How to migrate without losing query quality
Treat the migration as a controlled test, not a switch you flip across the account. Start by picking one or two DSA campaigns that are well-understood — ideally ones with enough conversion volume that a side-by-side comparison will produce a real signal within a few weeks. Migrate those to AI Max while leaving the rest of the account untouched, and run them in parallel against an equivalent control for long enough to judge on conversions and conversion value, not clicks or CTR. This is the same evaluation rigor we apply to auditing Performance Max campaigns: automated campaign types must be judged on downstream revenue quality, because their surface metrics flatter them.
Before you migrate even the test campaigns, prepare the inputs AI Max will lean on. Refresh your negative keyword lists, because broader matching makes a weak negative list far more expensive than it was under tightly-keyworded campaigns. Build out brand inclusion and exclusion lists so query expansion respects your competitive strategy. Set final-URL expansion rules so high-intent clicks reach the right product or feature page. And confirm your conversion tracking reports the events you actually care about — a step made more delicate by 2026's tracking changes, which we cover in the GA4 / Google Ads consent split breakdown. Migrating with these guardrails in place is the difference between capturing the 7% upside and importing a stream of cheap, off-target traffic.

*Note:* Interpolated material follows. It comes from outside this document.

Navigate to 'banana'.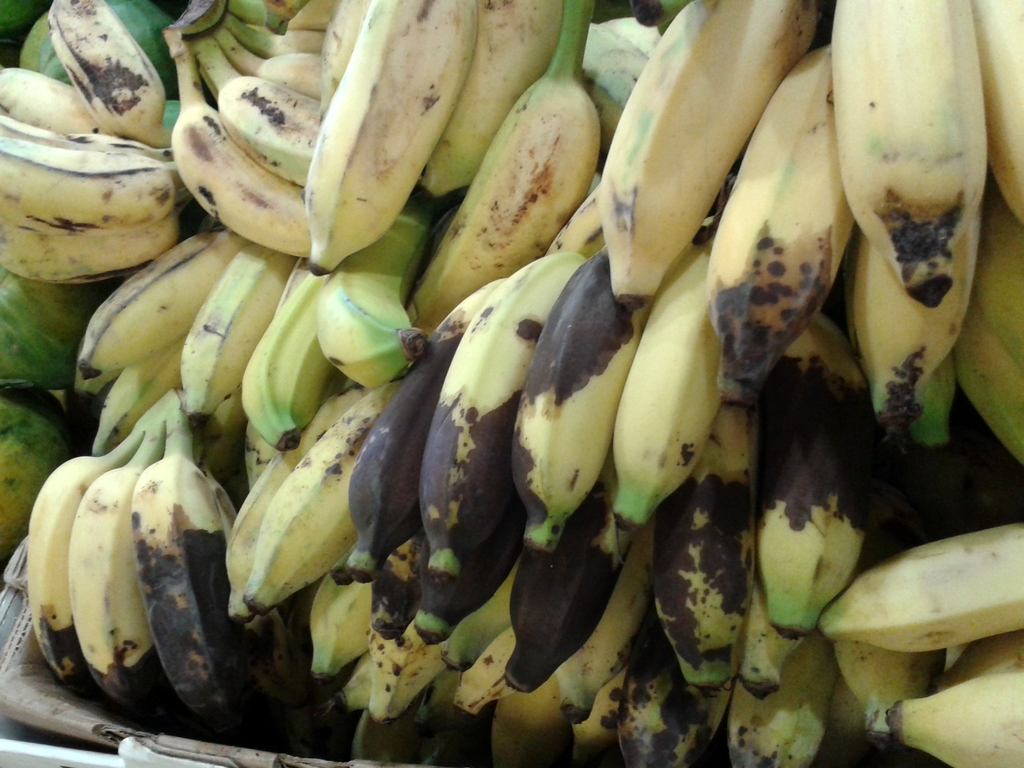
Navigation target: 0 17 1023 723.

Your pre-September migration checklist
With the full forced migration not landing until February 2027, you have a genuine window — use it as a project, not a deadline. First, inventory every DSA campaign in the account and note what each one is really for: long-tail coverage, feature-page capture, catch-all for queries your keyword campaigns miss. That inventory tells you which campaigns are low-risk to migrate first and which carry enough spend to warrant a careful side-by-side. Second, audit your guardrails — negative keywords, brand lists, location settings, URL rules — because AI Max inherits whatever discipline (or lack of it) you bring to it. Third, verify your conversion setup optimizes toward pipeline-quality events, not vanity form fills.

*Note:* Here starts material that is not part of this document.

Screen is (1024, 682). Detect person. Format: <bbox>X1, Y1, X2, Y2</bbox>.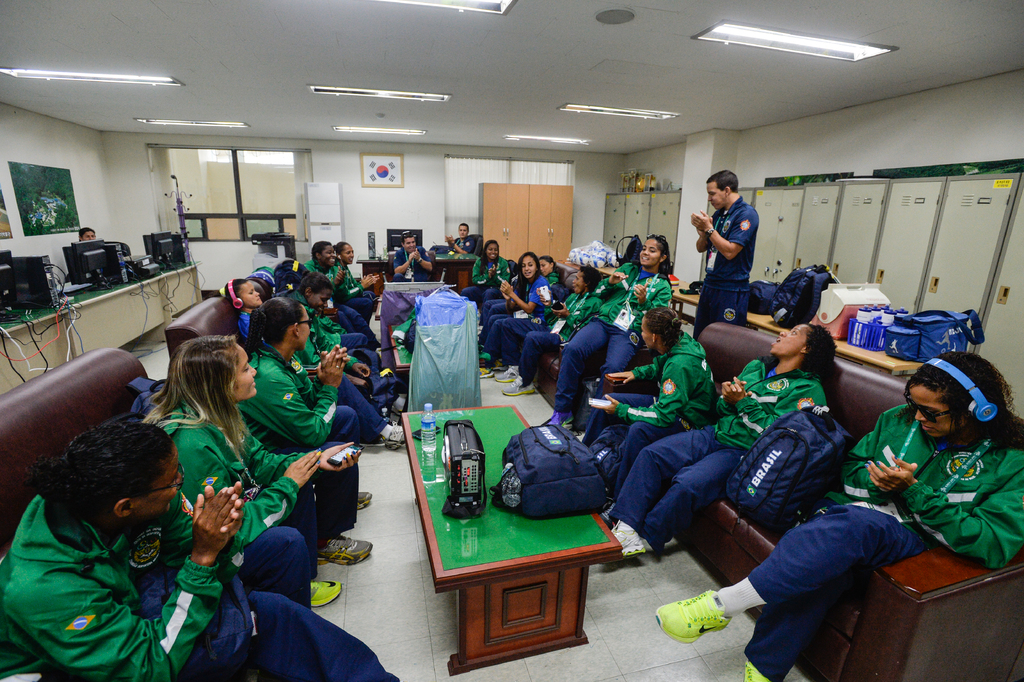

Then migrate deliberately: a test cohort now, a measured comparison over several weeks, and a phased rollout of the rest well before the January 2027 creation cutoff and February 2027 automigration. Google's own recommendation is unambiguous — it advises transitioning now "to maintain full control over your campaign setup" — and the logic holds for SaaS in particular, where the wrong default settings can quietly reshape who your ads reach. If you would rather not run this migration blind, our Google Ads audit can pressure-test your DSA-to-AI-Max plan, your negative and brand lists, and your conversion tracking before the September transition begins — so the upgrade happens on your terms, with your guardrails, on your measurement of what a real customer is worth.